FTSE 100 bosses receive pensions worth 24 times average
Thursday, 06 September 2012 08:50
A new survey by PensionsWatch reveals that the UK has a two-tier pension system that is rewarding senior directors at FTSE 100 companies’ more than ordinary workers.
The PensionsWatch survey looks at the pension funds of 351 FTSE 100 directors and found that the average value of their overall pension pots increased by £400,000, up ten per cent to £4.3 million in 2011, providing an annual pension averaging £240,191, more than 24 times the average pension income of £9,828.
FTSE 100 companies paid an average of £144,508 into directors’ schemes, valued at 22 per cent of their salary paid into a final salary scheme. This is almost four times the six per cent contribution rate that employers pay into ordinary workers’ pensions, which as defined contribution pensions are less generous and the eventual payout is linked to the stock market.
An increasing number of directors are also opting out of pensions and being offered cash payments instead. The average cash payout was up by £26,000 in2011 to £164,000.
The Chief Executive of BG Group, Sir Frank Chapman, has the largest overall pension at £19.4 million. Former chief executive of AstraZeneca’s David Brennan has landed the biggest annual payout. He receives £978,000 a year based on previous service.
By contrast, the number of ordinary employees saving anything into a pension scheme is falling every year, according to the report, commissioned by the TUC.
It reports that the Office for National Statistics (ONS) data shows the number of employees saving into an occupational pension scheme fell from 10.1 million to 8.3 million between 2000 and 2010.
The TUC said that the massive pension increases of FTSE 100 directors had been ignored by investors during the “shareholder spring” as they focused on pay and because pension entitlements were masked by misleading reporting.
Brendan Barber, the general secretary of the TUC, said: "Companies continue to chip away at the pensions of ordinary workers while awarding their directors solid platinum pensions worth hundreds of thousands of pounds a year.
"The gap between the pensions of top directors and everyone else does not just reflect the excess of the super-rich, but shows just how poor pensions are for ordinary workers in the private sector, where more than two out of three get no employer pension help."
Darren Philp, director of policy of the National Association of Pension Funds, said: "It follows that people who earn more will accrue bigger pensions. But investors may have important questions about fairness if the pensions of directors are disproportionately more generous than those of other staff."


» What to do
Scan each line of the entries below for the word "了解更多" and count the ones where it appears. The answer is that number alone.

Stored data Block Start

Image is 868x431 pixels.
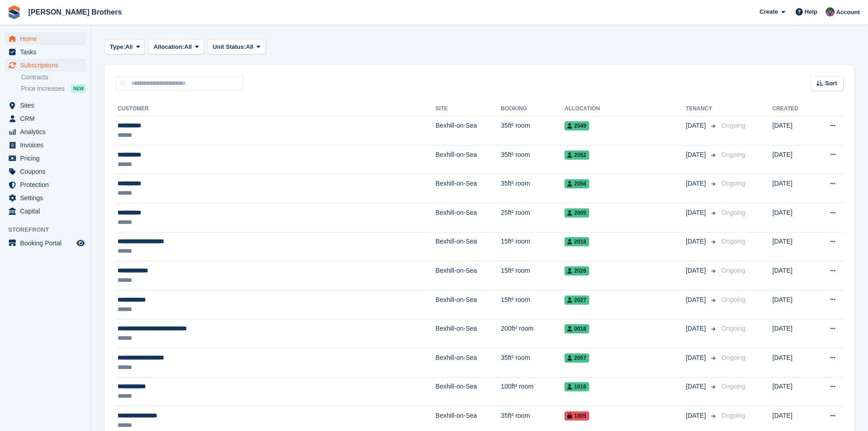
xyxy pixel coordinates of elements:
[436,116,501,146] td: Bexhill-on-Sea
[21,83,86,94] a: Price increases NEW
[772,348,813,377] td: [DATE]
[565,266,589,276] span: 2026
[20,32,74,45] span: Home
[20,139,74,152] span: Invoices
[501,101,565,116] th: Booking
[565,382,589,391] span: 1016
[565,324,589,333] span: 0018
[20,192,74,205] span: Settings
[4,99,86,112] a: menu
[721,354,745,361] span: Ongoing
[148,39,204,55] button: Allocation: All
[20,59,74,72] span: Subscriptions
[685,323,708,333] span: [DATE]
[565,354,589,362] span: 2057
[4,139,86,152] a: menu
[4,126,86,138] a: menu
[721,121,745,129] span: Ongoing
[501,116,565,146] td: 35ft² room
[110,42,126,51] span: Type:
[772,174,813,204] td: [DATE]
[501,290,565,319] td: 15ft² room
[721,151,745,158] span: Ongoing
[436,101,501,116] th: Site
[4,112,86,125] a: menu
[501,145,565,174] td: 35ft² room
[8,225,91,234] span: Storefront
[20,99,74,112] span: Sites
[501,174,565,204] td: 35ft² room
[721,324,745,332] span: Ongoing
[805,7,817,16] span: Help
[24,4,126,20] a: [PERSON_NAME] Brothers
[21,84,65,93] span: Price increases
[4,46,86,58] a: menu
[565,411,589,421] span: 1005
[772,116,813,146] td: [DATE]
[565,180,589,188] span: 2056
[20,46,74,58] span: Tasks
[685,208,708,218] span: [DATE]
[4,59,86,72] a: menu
[21,73,86,82] a: Contracts
[772,145,813,174] td: [DATE]
[721,238,745,245] span: Ongoing
[772,232,813,261] td: [DATE]
[721,267,745,274] span: Ongoing
[825,79,837,88] span: Sort
[153,42,184,51] span: Allocation:
[436,261,501,291] td: Bexhill-on-Sea
[826,7,834,16] img: Nick Wright
[772,377,813,407] td: [DATE]
[565,296,589,304] span: 2027
[772,290,813,319] td: [DATE]
[4,179,86,191] a: menu
[685,382,708,391] span: [DATE]
[772,101,813,116] th: Created
[4,152,86,165] a: menu
[20,152,74,165] span: Pricing
[685,179,708,188] span: [DATE]
[436,377,501,407] td: Bexhill-on-Sea
[721,296,745,304] span: Ongoing
[20,112,74,125] span: CRM
[436,203,501,232] td: Bexhill-on-Sea
[760,7,778,16] span: Create
[685,266,708,276] span: [DATE]
[685,411,708,421] span: [DATE]
[721,412,745,419] span: Ongoing
[685,121,708,130] span: [DATE]
[4,32,86,45] a: menu
[71,84,86,93] div: NEW
[565,208,589,218] span: 2005
[4,205,86,218] a: menu
[126,42,133,51] span: All
[772,261,813,291] td: [DATE]
[501,348,565,377] td: 35ft² room
[565,121,589,130] span: 2049
[75,238,86,249] a: Preview store
[565,237,589,246] span: 2018
[685,295,708,304] span: [DATE]
[20,205,74,218] span: Capital
[436,232,501,261] td: Bexhill-on-Sea
[836,8,859,16] span: Account
[685,237,708,246] span: [DATE]
[721,180,745,187] span: Ongoing
[721,209,745,216] span: Ongoing
[501,203,565,232] td: 25ft² room
[436,290,501,319] td: Bexhill-on-Sea
[4,165,86,178] a: menu
[685,101,717,116] th: Tenancy
[685,150,708,160] span: [DATE]
[501,377,565,407] td: 100ft² room
[20,126,74,138] span: Analytics
[721,382,745,390] span: Ongoing
[565,151,589,160] span: 2052
[4,192,86,205] a: menu
[436,348,501,377] td: Bexhill-on-Sea
[436,319,501,349] td: Bexhill-on-Sea
[105,39,145,55] button: Type: All
[772,203,813,232] td: [DATE]
[772,319,813,349] td: [DATE]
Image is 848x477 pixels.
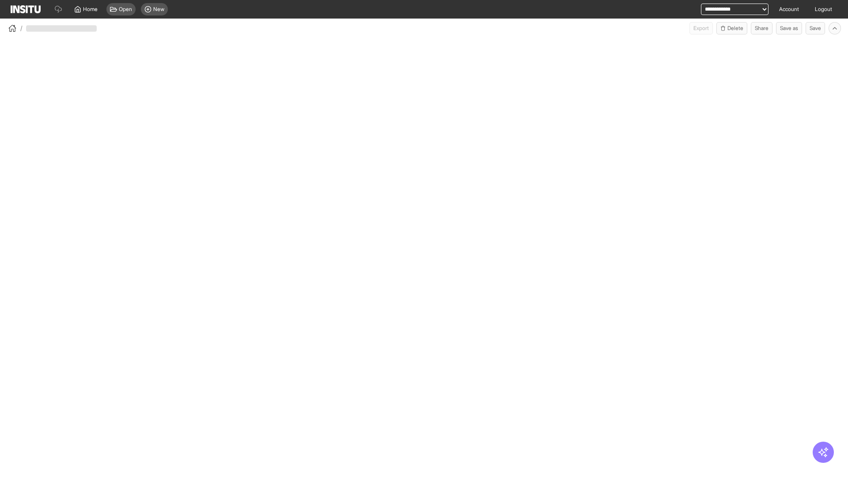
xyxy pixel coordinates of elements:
[11,5,41,13] img: Logo
[119,6,132,13] span: Open
[689,22,713,34] span: Can currently only export from Insights reports.
[776,22,802,34] button: Save as
[83,6,98,13] span: Home
[689,22,713,34] button: Export
[751,22,772,34] button: Share
[20,24,23,33] span: /
[716,22,747,34] button: Delete
[7,23,23,34] button: /
[153,6,164,13] span: New
[805,22,825,34] button: Save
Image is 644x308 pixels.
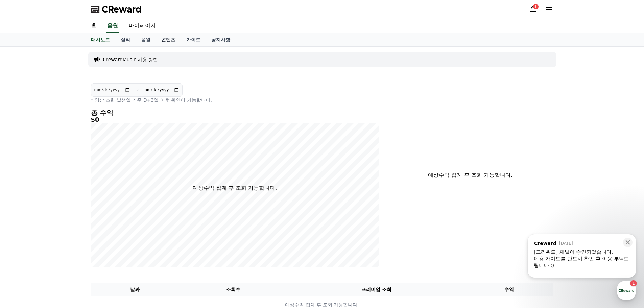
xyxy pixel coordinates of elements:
[124,19,161,33] a: 마이페이지
[2,214,45,231] a: 홈
[288,284,465,296] th: 프리미엄 조회
[135,86,139,94] p: ~
[136,33,156,47] a: 음원
[156,33,181,47] a: 콘텐츠
[102,4,142,15] span: CReward
[91,4,142,15] a: CReward
[62,225,70,231] span: 대화
[206,33,236,47] a: 공지사항
[91,117,379,123] h5: $0
[115,33,136,47] a: 실적
[88,33,113,47] a: 대시보드
[529,5,537,13] a: 1
[179,284,287,296] th: 조회수
[106,19,120,33] a: 음원
[91,109,379,117] h4: 총 수익
[21,225,25,230] span: 홈
[465,284,553,296] th: 수익
[91,284,179,296] th: 날짜
[534,4,539,10] div: 1
[88,214,130,231] a: 설정
[86,19,102,33] a: 홈
[45,214,88,231] a: 1대화
[181,33,206,47] a: 가이드
[103,56,158,63] a: CrewardMusic 사용 방법
[193,184,277,192] p: 예상수익 집계 후 조회 가능합니다.
[104,225,113,230] span: 설정
[69,214,71,220] span: 1
[404,172,537,179] p: 예상수익 집계 후 조회 가능합니다.
[91,97,379,103] p: * 영상 조회 발생일 기준 D+3일 이후 확인이 가능합니다.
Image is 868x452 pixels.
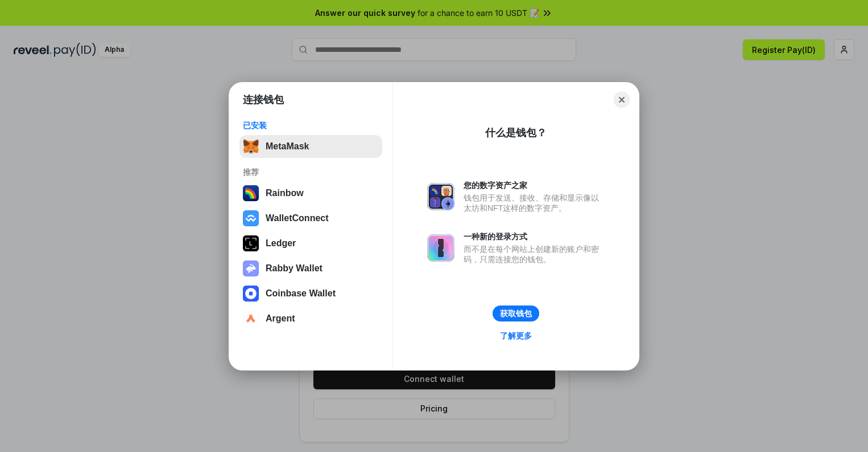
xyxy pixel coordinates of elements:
div: 获取钱包 [500,308,532,319]
img: svg+xml,%3Csvg%20fill%3D%22none%22%20height%3D%2233%22%20viewBox%3D%220%200%2035%2033%22%20width%... [243,138,259,154]
button: Coinbase Wallet [240,282,382,305]
div: Argent [266,314,296,323]
img: svg+xml,%3Csvg%20xmlns%3D%22http%3A%2F%2Fwww.w3.org%2F2000%2Fsvg%22%20width%3D%2228%22%20height%3... [243,236,259,251]
img: svg+xml,%3Csvg%20width%3D%2228%22%20height%3D%2228%22%20viewBox%3D%220%200%2028%2028%22%20fill%3D... [243,310,259,327]
div: 您的数字资产之家 [464,180,605,190]
div: 推荐 [243,167,379,177]
h1: 连接钱包 [243,93,284,107]
button: Rabby Wallet [240,257,382,279]
div: Ledger [266,238,296,249]
img: svg+xml,%3Csvg%20xmlns%3D%22http%3A%2F%2Fwww.w3.org%2F2000%2Fsvg%22%20fill%3D%22none%22%20viewBox... [243,260,259,276]
div: Coinbase Wallet [266,288,336,299]
img: svg+xml,%3Csvg%20width%3D%22120%22%20height%3D%22120%22%20viewBox%3D%220%200%20120%20120%22%20fil... [243,185,259,201]
img: svg+xml,%3Csvg%20xmlns%3D%22http%3A%2F%2Fwww.w3.org%2F2000%2Fsvg%22%20fill%3D%22none%22%20viewBox... [427,234,455,262]
div: 了解更多 [500,330,532,341]
div: 已安装 [243,120,379,131]
div: MetaMask [266,141,309,152]
div: 而不是在每个网站上创建新的账户和密码，只需连接您的钱包。 [464,244,605,265]
button: WalletConnect [240,207,382,230]
div: 什么是钱包？ [486,126,547,139]
div: Rainbow [266,188,304,198]
div: WalletConnect [266,213,329,223]
button: MetaMask [240,135,382,158]
button: Rainbow [240,181,382,204]
div: 一种新的登录方式 [464,231,605,242]
button: Close [614,92,630,108]
div: 钱包用于发送、接收、存储和显示像以太坊和NFT这样的数字资产。 [464,193,605,213]
img: svg+xml,%3Csvg%20width%3D%2228%22%20height%3D%2228%22%20viewBox%3D%220%200%2028%2028%22%20fill%3D... [243,286,259,301]
button: Argent [240,307,382,330]
img: svg+xml,%3Csvg%20xmlns%3D%22http%3A%2F%2Fwww.w3.org%2F2000%2Fsvg%22%20fill%3D%22none%22%20viewBox... [427,183,455,210]
a: 了解更多 [494,328,539,343]
button: 获取钱包 [493,306,540,321]
img: svg+xml,%3Csvg%20width%3D%2228%22%20height%3D%2228%22%20viewBox%3D%220%200%2028%2028%22%20fill%3D... [243,210,259,226]
div: Rabby Wallet [266,263,323,273]
button: Ledger [240,232,382,255]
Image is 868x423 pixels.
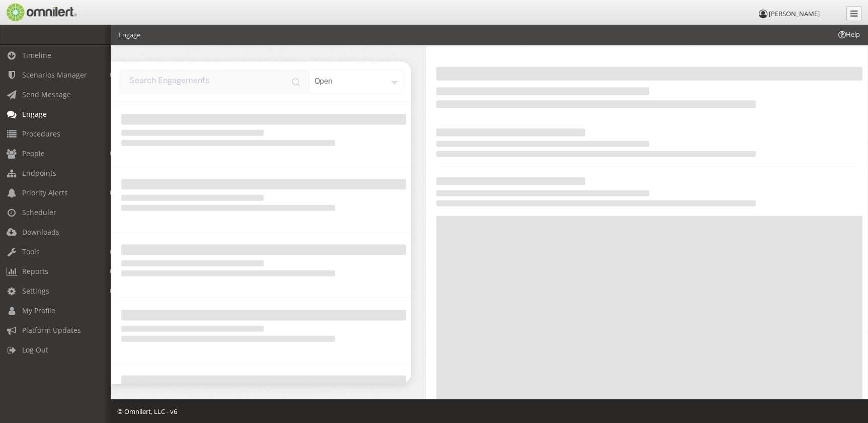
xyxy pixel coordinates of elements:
span: Help [837,29,860,40]
span: [PERSON_NAME] [769,9,820,18]
span: Log Out [22,345,48,354]
span: Scheduler [22,208,56,217]
div: open [309,69,404,94]
span: Endpoints [22,168,56,177]
li: Engage [119,30,140,40]
span: Platform Updates [22,326,81,335]
a: Collapse Menu [847,6,862,21]
span: My Profile [22,306,55,315]
input: input [119,69,309,94]
span: Settings [22,286,49,295]
span: Send Message [22,90,71,99]
span: Procedures [22,129,60,139]
span: Scenarios Manager [22,70,87,79]
span: Priority Alerts [22,188,68,197]
span: Downloads [22,227,59,237]
span: Reports [22,266,48,276]
img: Omnilert [5,3,77,21]
span: © Omnilert, LLC - v6 [117,407,177,416]
span: Engage [22,109,47,119]
span: Tools [22,246,40,256]
span: People [22,148,45,158]
span: Timeline [22,51,51,60]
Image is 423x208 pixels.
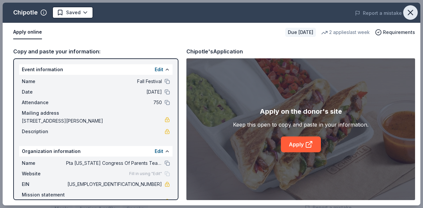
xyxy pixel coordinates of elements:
span: 750 [66,99,162,107]
span: EIN [22,181,66,189]
span: Website [22,170,66,178]
div: Due [DATE] [285,28,316,37]
span: Requirements [383,28,415,36]
div: Copy and paste your information: [13,47,178,56]
div: Chipotle [13,7,38,18]
span: Fill in using "Edit" [129,171,162,177]
button: Saved [52,7,93,18]
span: Attendance [22,99,66,107]
span: [DATE] [66,88,162,96]
div: Organization information [19,146,172,157]
div: Apply on the donor's site [259,106,342,117]
button: Edit [155,66,163,74]
button: Edit [155,148,163,155]
button: Apply online [13,25,42,39]
a: Apply [281,137,321,153]
div: 2 applies last week [321,28,369,36]
span: Pta [US_STATE] Congress Of Parents Teachers & Students Inc [66,159,162,167]
button: Report a mistake [355,9,401,17]
span: Date [22,88,66,96]
div: Mailing address [22,109,170,117]
span: [STREET_ADDRESS][PERSON_NAME] [22,117,164,125]
div: Mission statement [22,191,170,199]
span: [US_EMPLOYER_IDENTIFICATION_NUMBER] [66,181,162,189]
button: Requirements [375,28,415,36]
span: Name [22,78,66,86]
span: Saved [66,9,81,17]
div: Event information [19,64,172,75]
span: Description [22,128,66,136]
div: Chipotle's Application [186,47,243,56]
div: Keep this open to copy and paste in your information. [233,121,368,129]
span: Name [22,159,66,167]
span: Fall Festival [66,78,162,86]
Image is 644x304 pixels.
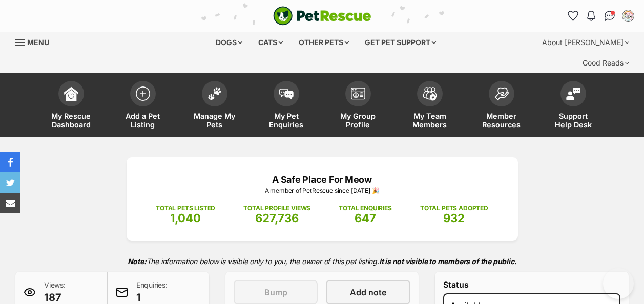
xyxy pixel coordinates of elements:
a: Conversations [601,8,618,24]
img: add-pet-listing-icon-0afa8454b4691262ce3f59096e99ab1cd57d4a30225e0717b998d2c9b9846f56.svg [136,87,150,101]
a: My Team Members [394,76,466,136]
p: A member of PetRescue since [DATE] 🎉 [142,186,502,196]
img: chat-41dd97257d64d25036548639549fe6c8038ab92f7586957e7f3b1b290dea8141.svg [605,11,615,21]
span: Menu [27,38,49,47]
span: Support Help Desk [550,112,596,129]
img: manage-my-pets-icon-02211641906a0b7f246fdf0571729dbe1e7629f14944591b6c1af311fb30b64b.svg [208,87,222,100]
span: 627,736 [255,211,299,225]
label: Status [443,280,621,289]
p: TOTAL PROFILE VIEWS [243,204,310,213]
span: My Rescue Dashboard [48,112,94,129]
iframe: Help Scout Beacon - Open [603,268,634,299]
img: notifications-46538b983faf8c2785f20acdc204bb7945ddae34d4c08c2a6579f10ce5e182be.svg [587,11,595,21]
span: My Group Profile [335,112,381,129]
button: My account [620,8,636,24]
div: Cats [251,32,290,53]
a: Add a Pet Listing [107,76,179,136]
a: Member Resources [466,76,537,136]
a: My Group Profile [322,76,394,136]
span: My Pet Enquiries [263,112,309,129]
div: Good Reads [575,53,636,73]
p: TOTAL PETS ADOPTED [420,204,488,213]
strong: It is not visible to members of the public. [379,257,517,266]
p: A Safe Place For Meow [142,173,502,186]
span: Manage My Pets [192,112,238,129]
a: Support Help Desk [537,76,609,136]
img: help-desk-icon-fdf02630f3aa405de69fd3d07c3f3aa587a6932b1a1747fa1d2bba05be0121f9.svg [566,88,581,100]
div: Dogs [209,32,249,53]
a: Manage My Pets [179,76,250,136]
a: Menu [16,32,57,50]
ul: Account quick links [565,8,636,24]
img: pet-enquiries-icon-7e3ad2cf08bfb03b45e93fb7055b45f3efa6380592205ae92323e6603595dc1f.svg [279,89,294,100]
span: Member Resources [479,112,525,129]
span: 647 [355,211,376,225]
p: TOTAL PETS LISTED [156,204,215,213]
p: The information below is visible only to you, the owner of this pet listing. [16,251,628,272]
img: logo-cat-932fe2b9b8326f06289b0f2fb663e598f794de774fb13d1741a6617ecf9a85b4.svg [273,6,371,26]
span: My Team Members [407,112,453,129]
a: My Rescue Dashboard [36,76,107,136]
a: Favourites [565,8,581,24]
a: PetRescue [273,6,371,26]
span: Add note [350,286,386,298]
p: TOTAL ENQUIRIES [339,204,391,213]
img: group-profile-icon-3fa3cf56718a62981997c0bc7e787c4b2cf8bcc04b72c1350f741eb67cf2f40e.svg [351,88,365,100]
div: Other pets [291,32,356,53]
span: Add a Pet Listing [120,112,166,129]
img: A Safe Place For Meow profile pic [623,11,633,21]
div: About [PERSON_NAME] [535,32,636,53]
img: dashboard-icon-eb2f2d2d3e046f16d808141f083e7271f6b2e854fb5c12c21221c1fb7104beca.svg [64,87,78,101]
span: 932 [443,211,465,225]
div: Get pet support [358,32,443,53]
img: member-resources-icon-8e73f808a243e03378d46382f2149f9095a855e16c252ad45f914b54edf8863c.svg [495,87,509,101]
strong: Note: [128,257,147,266]
img: team-members-icon-5396bd8760b3fe7c0b43da4ab00e1e3bb1a5d9ba89233759b79545d2d3fc5d0d.svg [422,87,437,100]
a: My Pet Enquiries [250,76,322,136]
span: Bump [264,286,288,298]
button: Notifications [583,8,600,24]
span: 1,040 [170,211,201,225]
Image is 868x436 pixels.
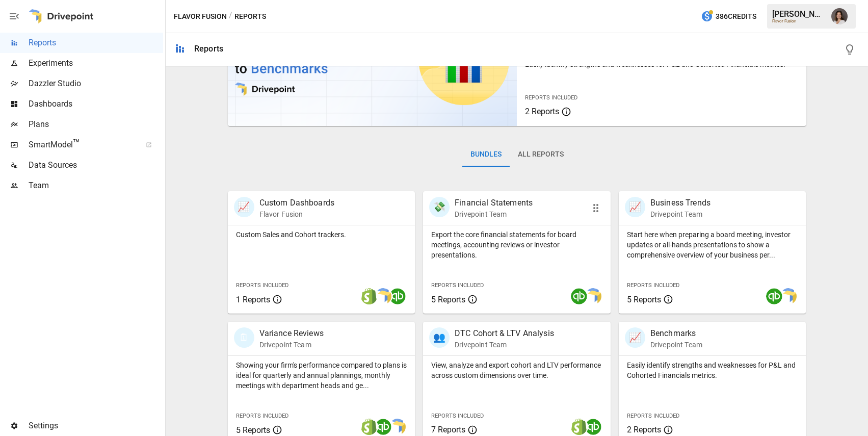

Stored data Block End

» Answer area
2